Sony Pictures pushed a Florida federal court Monday to force the producer of one of the films leaked to the public in the wake of a 2014 cyber attack to arbitrate its breach of contract claims, arguing that the parties had agreed to resolve all disputes that way. In its motion to compel arbitration, Sony Pictures Worldwide Acquisitions Inc. contended that the “sweeping language” of the arbitration provision contained in a March 2014 distribution agreement it penned with Possibility Pictures II LLC for its motion picture “To Write Love On Her Arms” covered the current dispute, which accuses Sony of breaching the pact by allowing hackers to steal the movie and widely leak it online for free before its distribution date.
Possibility Pictures has argued that the arbitration clause in the agreement — which states that “all actions or proceedings arising in connection with, touching upon, or relating to” a contractual breach should be submitted to binding arbitration — appears to be at odds with a “licensor’s remedies” provision that says it is “limited to bringing an action at law to recover damages.” But Sony countered Monday that the limitation of remedies provision addresses the distinct issue of preventing Possibility Pictures from interfering with the intellectual property that Sony had purchased by moving for relief such as an injunction or to terminate or rescind the distribution agreement, and does not conflict in any way with the broad provision that subjects “all actions or proceedings” related to disputes over the contract to arbitration.”Contrary to plaintiff’s assertion, the provisions are easily read together without creating any repugnancy,” Sony argued. “Because the limitation of remedies provision limits plaintiff to monetary damages recoverable in an ‘action at law’ for breach of the Distribution Agreement that is necessarily among the ‘actions’ that must be arbitrated pursuant to the Arbitration Provision.”To find otherwise would be to conclude that an “action at law” does not fall within the “sweeping umbrella” of the definition of “all actions and proceedings arising in connection with, touching upon, or relating to this agreement” that is contained in the arbitration provision, Sony continued. “That is an absurd contractual construction that this court should reject,” Sony said, adding that the term “action at law” is “simply a shorthand way to distinguish an action for monetary relief from an action for equitable relief” and should not be stretched to fall outside what is covered by the arbitration provision.
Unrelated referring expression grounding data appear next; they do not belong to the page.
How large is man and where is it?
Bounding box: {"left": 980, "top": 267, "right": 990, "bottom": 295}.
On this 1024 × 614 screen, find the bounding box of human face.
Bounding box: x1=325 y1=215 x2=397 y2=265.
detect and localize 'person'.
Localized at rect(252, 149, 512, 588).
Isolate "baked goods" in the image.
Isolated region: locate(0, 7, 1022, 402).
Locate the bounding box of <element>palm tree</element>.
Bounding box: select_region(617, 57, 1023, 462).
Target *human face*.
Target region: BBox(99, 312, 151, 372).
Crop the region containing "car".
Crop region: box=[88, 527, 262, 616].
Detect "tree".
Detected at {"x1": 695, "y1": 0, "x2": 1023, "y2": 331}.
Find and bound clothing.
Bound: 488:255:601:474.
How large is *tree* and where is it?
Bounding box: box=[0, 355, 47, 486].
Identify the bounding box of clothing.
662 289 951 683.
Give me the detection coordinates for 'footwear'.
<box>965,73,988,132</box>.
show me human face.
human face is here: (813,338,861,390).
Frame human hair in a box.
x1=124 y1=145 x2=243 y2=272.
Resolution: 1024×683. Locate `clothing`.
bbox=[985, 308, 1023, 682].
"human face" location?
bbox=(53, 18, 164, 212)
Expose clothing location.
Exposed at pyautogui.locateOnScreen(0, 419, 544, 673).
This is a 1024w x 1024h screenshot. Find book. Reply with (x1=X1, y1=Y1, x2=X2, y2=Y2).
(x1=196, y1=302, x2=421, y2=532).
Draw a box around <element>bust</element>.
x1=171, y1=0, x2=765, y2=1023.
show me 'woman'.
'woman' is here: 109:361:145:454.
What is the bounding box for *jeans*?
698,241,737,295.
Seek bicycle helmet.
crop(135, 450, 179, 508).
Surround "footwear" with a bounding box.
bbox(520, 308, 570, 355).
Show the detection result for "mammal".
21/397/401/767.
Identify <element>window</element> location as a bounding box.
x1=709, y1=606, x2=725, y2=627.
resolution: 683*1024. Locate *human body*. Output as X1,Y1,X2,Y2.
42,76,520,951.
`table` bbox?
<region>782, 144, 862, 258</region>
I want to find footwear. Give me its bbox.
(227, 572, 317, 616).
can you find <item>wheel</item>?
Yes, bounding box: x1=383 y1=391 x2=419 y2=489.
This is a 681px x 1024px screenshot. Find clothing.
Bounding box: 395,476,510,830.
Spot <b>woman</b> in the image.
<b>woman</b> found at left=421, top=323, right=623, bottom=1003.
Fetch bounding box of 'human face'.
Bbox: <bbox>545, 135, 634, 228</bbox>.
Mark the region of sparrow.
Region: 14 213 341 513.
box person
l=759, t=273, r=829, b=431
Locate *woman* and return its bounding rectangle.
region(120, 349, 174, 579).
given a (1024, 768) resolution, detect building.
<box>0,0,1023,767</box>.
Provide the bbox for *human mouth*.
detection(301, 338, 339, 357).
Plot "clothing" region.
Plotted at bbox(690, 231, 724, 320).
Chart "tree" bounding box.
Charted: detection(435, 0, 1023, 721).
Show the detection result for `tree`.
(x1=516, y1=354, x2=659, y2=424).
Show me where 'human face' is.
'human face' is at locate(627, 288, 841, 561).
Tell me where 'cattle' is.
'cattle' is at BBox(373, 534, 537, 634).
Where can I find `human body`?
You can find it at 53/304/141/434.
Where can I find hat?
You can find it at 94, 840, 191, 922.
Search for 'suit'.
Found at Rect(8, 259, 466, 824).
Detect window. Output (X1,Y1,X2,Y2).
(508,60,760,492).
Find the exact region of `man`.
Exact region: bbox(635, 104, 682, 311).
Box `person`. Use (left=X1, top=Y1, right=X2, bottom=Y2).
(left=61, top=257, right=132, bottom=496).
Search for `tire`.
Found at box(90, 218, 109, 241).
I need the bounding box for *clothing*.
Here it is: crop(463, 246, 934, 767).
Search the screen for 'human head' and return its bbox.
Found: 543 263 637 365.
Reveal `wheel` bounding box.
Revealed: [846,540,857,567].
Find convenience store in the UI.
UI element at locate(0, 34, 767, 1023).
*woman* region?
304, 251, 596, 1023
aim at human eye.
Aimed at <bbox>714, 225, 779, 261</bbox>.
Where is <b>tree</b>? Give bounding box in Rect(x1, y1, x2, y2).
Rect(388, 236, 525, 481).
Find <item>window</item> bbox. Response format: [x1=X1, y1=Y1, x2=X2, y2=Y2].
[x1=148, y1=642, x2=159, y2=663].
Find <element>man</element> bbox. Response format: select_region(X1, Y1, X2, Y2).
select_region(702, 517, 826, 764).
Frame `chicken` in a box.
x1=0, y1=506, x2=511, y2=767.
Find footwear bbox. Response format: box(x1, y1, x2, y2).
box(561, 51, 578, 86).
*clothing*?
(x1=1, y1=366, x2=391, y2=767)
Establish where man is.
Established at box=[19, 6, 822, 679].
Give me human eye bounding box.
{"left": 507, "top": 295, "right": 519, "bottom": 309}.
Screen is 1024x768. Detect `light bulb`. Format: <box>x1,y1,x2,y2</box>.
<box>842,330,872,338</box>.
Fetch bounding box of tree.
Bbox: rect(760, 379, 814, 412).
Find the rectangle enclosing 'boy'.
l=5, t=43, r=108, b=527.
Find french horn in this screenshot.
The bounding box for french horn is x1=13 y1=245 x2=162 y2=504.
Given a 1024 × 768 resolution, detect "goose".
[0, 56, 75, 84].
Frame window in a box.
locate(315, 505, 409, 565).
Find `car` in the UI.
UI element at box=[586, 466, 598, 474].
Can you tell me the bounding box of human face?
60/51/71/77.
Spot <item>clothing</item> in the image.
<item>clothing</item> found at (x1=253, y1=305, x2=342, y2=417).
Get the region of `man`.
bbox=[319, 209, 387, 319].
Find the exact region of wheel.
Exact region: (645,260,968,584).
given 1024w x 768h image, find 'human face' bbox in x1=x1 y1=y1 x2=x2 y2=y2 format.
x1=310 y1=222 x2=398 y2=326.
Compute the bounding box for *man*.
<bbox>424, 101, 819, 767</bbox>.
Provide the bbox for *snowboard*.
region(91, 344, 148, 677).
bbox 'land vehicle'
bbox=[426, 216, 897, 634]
Sony also argued that the filmmaker’s claims should be sent to arbitration before alternative dispute resolution provider JAMS in Los Angeles because the distribution agreement contains a delegation clause that “expressly delegates” to the arbitrator the decision on whether plaintiff’s monetary claims for breach of contract fall within the scope of the arbitration provision.
“Based on this clear and unmistakable intent of the parties expressed in the Distribution Agreement, this court must leave this matter to be decided by the JAMS arbitrator,” Sony said. Possibility Pictures first previewed its claims and its position on arbitration in a claim letter it sent to Sony before initiating the instant action July. In both the claim letter and in its complaint, the filmmaker expressed disappointment with the “meager revenues” generated by the movie, which was among the batch of intellectual property and personal information that hackers, which the U.S. government has said were from North Korea, lifted in a November 2014 cyber attack on the Sony Pictures unit. The hack — which Possibility Pictures blamed on Sony’s alleged failure to undertake even basic security precautions despite repeated hacking attacks and warnings about the vulnerabilities in its computer systems — resulted in the film being widely distributed and downloaded for free on the internet more than 200,000 times.
The filmmaker alleged that the leak and resulting poor performance of the film left it with out-of-pocket losses of $2.6 million in production costs, and that it was entitled to recover compensatory damages to cover its losses for the film, whose projected revenues were valued at more than $8.7 million.
KEYWORDS: cyber attack, plaintiff, meager revenues.